Parts of downtown Hartford are very attractive, but other areas suffer from serious structural problems. The Aetna Viaduct, the elevated portion of I-84, divides downtown in half, walls off adjoining neighborhoods and wastes land. Much of downtown feels disconnected because of large gaps in the streetscape, usually for surface parking. Many streets are unfriendly to walkers and bicyclists.
These long-standing problems hold the city back, detract from its quality of life and impede the development of more housing and commerce. If Hartford is going anywhere, it must have a really dynamic downtown.
Three planning efforts are underway that could make major long-term improvements. They are:
•The Hub of Hartford. This remarkable citizen-initiated effort is organized around what to do with the 44-year-old Aetna Viaduct, which is at the end of its useful life. The Hub's steering committee, with support from the city, the Capitol Region Council of Governments and the state Department of Transportation, has hired a consultant to study possible options (while the DOT does safety repairs). This could be anything from another viaduct to a tunnel or a surface boulevard, or some combination of these.
For example, it might be possible to create a tunnel for through traffic and a surface boulevard for local traffic. Among other things, this would allow the expansion of the Union Station Transportation Center, which may be needed to accommodate new commuter rail and bus service.
The first public workshop on the study will be held on Nov. 19, with an open house from 3:30 p.m. to 5 p.m. and the workshop from 7 p.m. to 9 p.m. at the Lyceum Resource Center, 227 Lawrence St., Hartford. For more information on the study see www.crcog.org/viaduct.html.
•The iQuilt. This is a plan initiated by the Bushnell Center for the Performing Arts to connect Hartford's cultural institutions with pedestrian and bicycling routes running from the Capitol and Bushnell Park to the river. The area would then be enhanced with physical and programmatic improvements, such as outdoor performances or displays, to entice more walking and biking and general connectivity in and around the park. (The East Coast Greenway could be brought through the park.) A steering committee has been formed, and the plan is gaining considerable support. A presentation by planner Doug Suisman is available on www.bushnell.org, and there's a new website in the works.
•"One City, One Plan," Hartford's Plan of Conservation and Development. This plan, a decennial guide for policy and development last updated in 1996, is a chance to promote good ideas in transportation, culture, business and the environment. It will be the subject of a series of public meetings beginning next week. (See www.hartford.gov/development/planning; a separate website will be available later this week.)
Now the hard part. So many plans across the country never get implemented that someone invented an acronym for them — SPOTS, for "strategic plans on the shelf." To avoid that unhappy fate here, two things need to happen. Residents and taxpayers must get involved. Go to the meetings and workshops and offer your ideas.
Second, the plans need to be woven together with such earlier good plans as the two by Toronto planner Ken Greenberg. This task will likely fall to the city's chief operating officer, David Panagore. He is a planner as well as an administrator who came to the city as director of development services. He gets the picture, has the support of Mayor Eddie Perez and is up to the task. Mr. Panagore has already talked about including the iQuilt in the city's plan.
With its transportation, medical, business, government, religious, cultural and entertainment institutions, downtown Hartford is the center not only of the city but of the region as well. As these planning efforts go forward, they must be integrated into a sound regional plan that strengthens the town centers and transit corridors throughout the area. Greater Hartford could be more than the sum of its parts, instead of less.
With imagination and organization, the problems with the built environment can be fixed, and Greater Hartford can be the bustling center of southern New England, the city it was and always should have been.
Reprinted with permission of the Hartford Courant.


• **YOUR GOAL**: This exercise calls for every record to be returned exactly, with pictures removed.
*** DATA PROVIDED ***
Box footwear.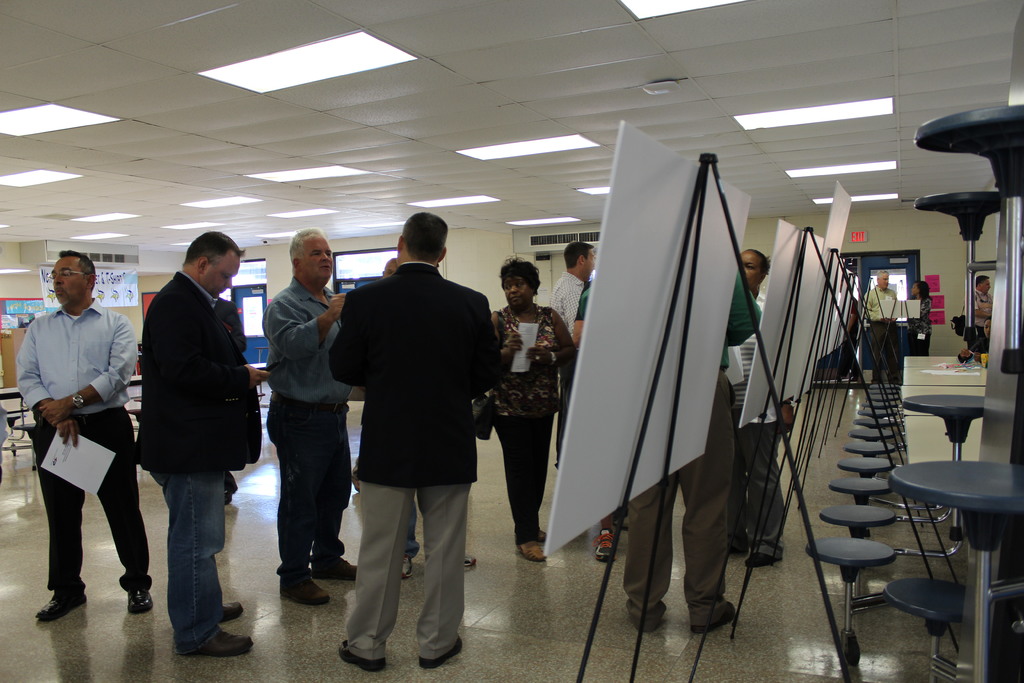
l=33, t=593, r=87, b=619.
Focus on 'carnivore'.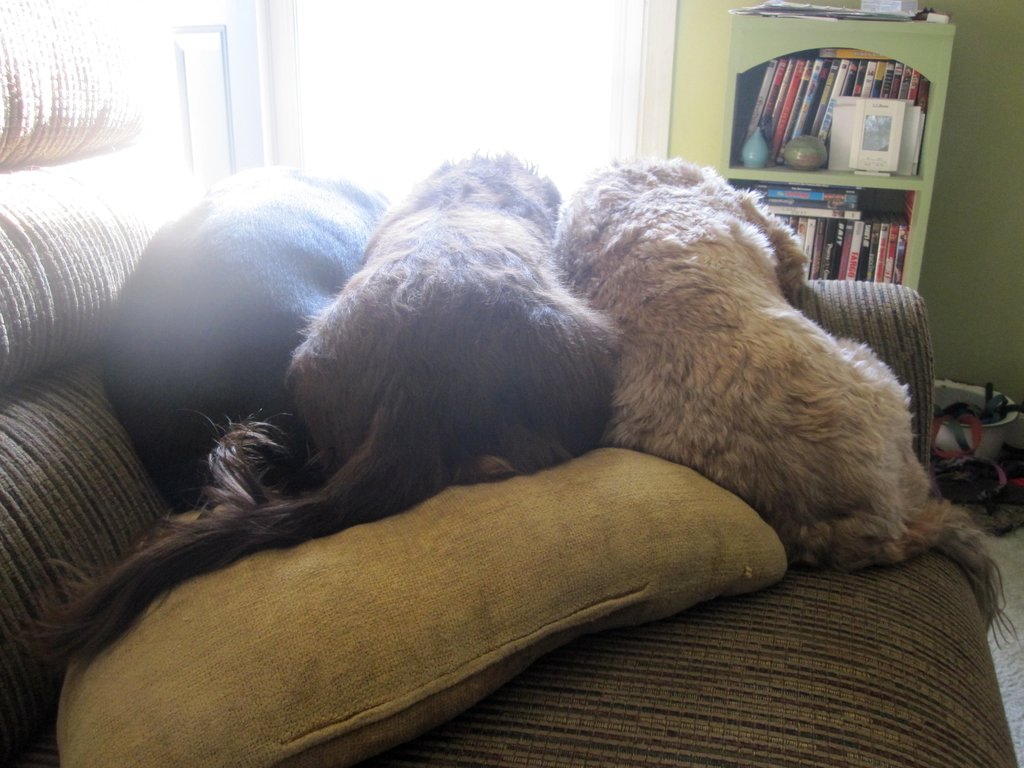
Focused at box=[566, 151, 970, 605].
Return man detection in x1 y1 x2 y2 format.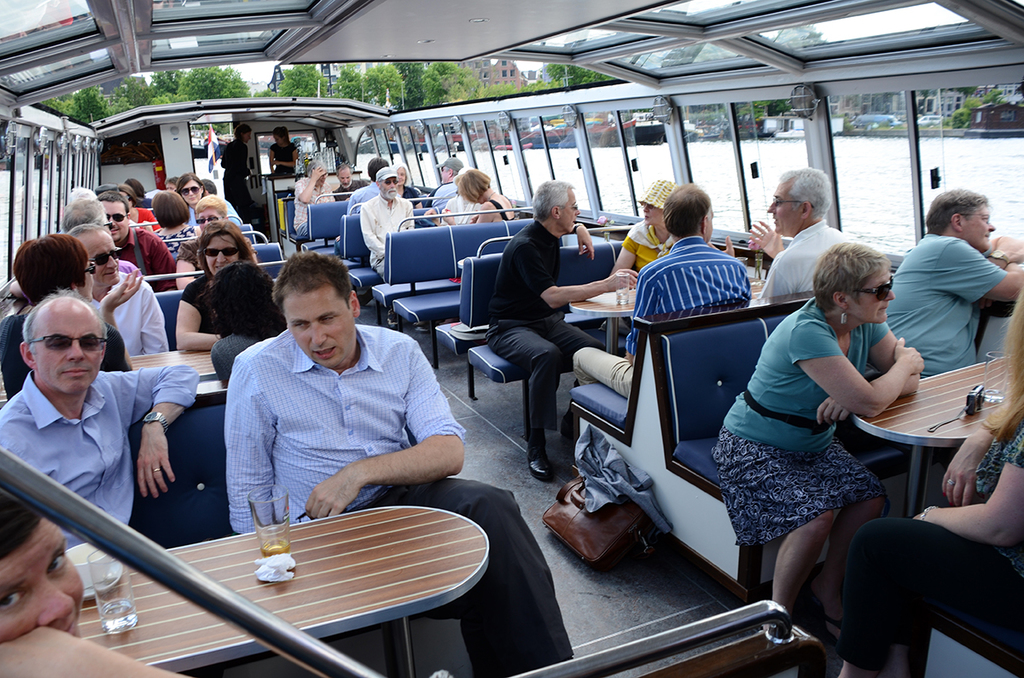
*** End of DATA PROVIDED ***
• **ANSWER TO THE EXERCISE**:
Box footwear.
l=33, t=593, r=87, b=619.
Focus on 'carnivore'.
Focused at box=[566, 151, 970, 605].
Return man detection in x1 y1 x2 y2 format.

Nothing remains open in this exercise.